For a per-domain dashboard, query each domain handle:
let ingest: DomainHandle<Ingest> = scheduler.domain::<Ingest>();
let process: DomainHandle<Process> = scheduler.domain::<Process>();
let notify: DomainHandle<Notify> = scheduler.domain::<Notify>();
async fn print_snap(name: &str, snap: ModuleSnapshot) {
println!(
"{}: {} running, {} pending, {} paused",
name,
snap.running.len(),
snap.pending_count,
snap.paused_count,
);
}
print_snap(ingest.name(), ingest.snapshot().await?);
print_snap(process.name(), process.snapshot().await?);
print_snap(notify.name(), notify.snapshot().await?);scheduler.active_tasks() returns all running tasks from all domains in a single Vec<TaskRecord>. Equivalent to aggregating each domain's active_tasks(), but more convenient for global views.
let running = scheduler.active_tasks().await;
for task in &running {
println!("[{}] {} (priority {})", task.task_type, task.label, task.priority.value());
}Domains share a scheduler but their errors don't interact (beyond explicit dependencies).
Each domain has its own dead-letter view:
let ingest: DomainHandle<Ingest> = scheduler.domain::<Ingest>();
let failed = ingest.dead_letter_tasks(10, 0).await?;
for task in &failed {
println!("[ingest] {} failed: {}", task.label, task.last_error.as_deref().unwrap_or("unknown"));
}Set retry policies at the domain level so each domain handles failures appropriately:
pub struct Api;
impl DomainKey for Api { const NAME: &'static str = "api"; }
pub struct Files;
impl DomainKey for Files { const NAME: &'static str = "files"; }
// API calls: exponential backoff, 5 retries.
Domain::<Api>::new()
.default_retry(RetryPolicy::exponential(5, Duration::from_secs(1), Duration::from_secs(120)))

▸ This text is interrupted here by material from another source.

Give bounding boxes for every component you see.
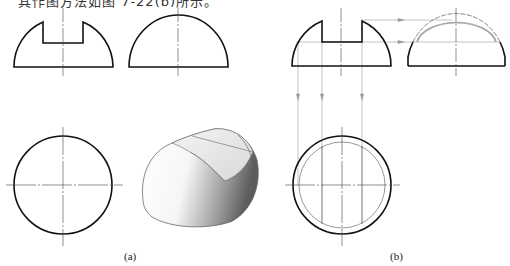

// Local file operations: immediate retry, 3 attempts.
Domain::<Files>::new()
.default_retry(RetryPolicy::constant(3, Duration::ZERO))Subscribe to events for a single domain without filtering the global stream:
let ingest: DomainHandle<Ingest> = scheduler.domain::<Ingest>();
let mut rx = ingest.events();
tokio::spawn(async move {
while let Ok(event) = rx.recv().await {
// Only ingest:: events arrive here.
handle_ingest_event(event).await;
}
});Use TaskStore::open_memory() for fast, isolated tests that don't touch the filesystem:
use taskmill::{Scheduler, TaskStore, Domain, DomainKey};
#[tokio::test]
async fn test_cross_domain_pipeline() {
let store = TaskStore::open_memory().await.unwrap();
let scheduler = Scheduler::builder()
.store(store)
.domain(ingest_domain(test_config()))
.domain(process_domain())
.max_concurrency(4)
.build()
.await
.unwrap();
let token = CancellationToken::new();
let sched = scheduler.clone();
let run_handle = tokio::spawn(async move { sched.run(token.clone()).await });
// Submit tasks, assert outcomes...
token.cancel();
run_handle.await.unwrap();
}Each test gets its own in-memory database, so tests run in parallel without interference.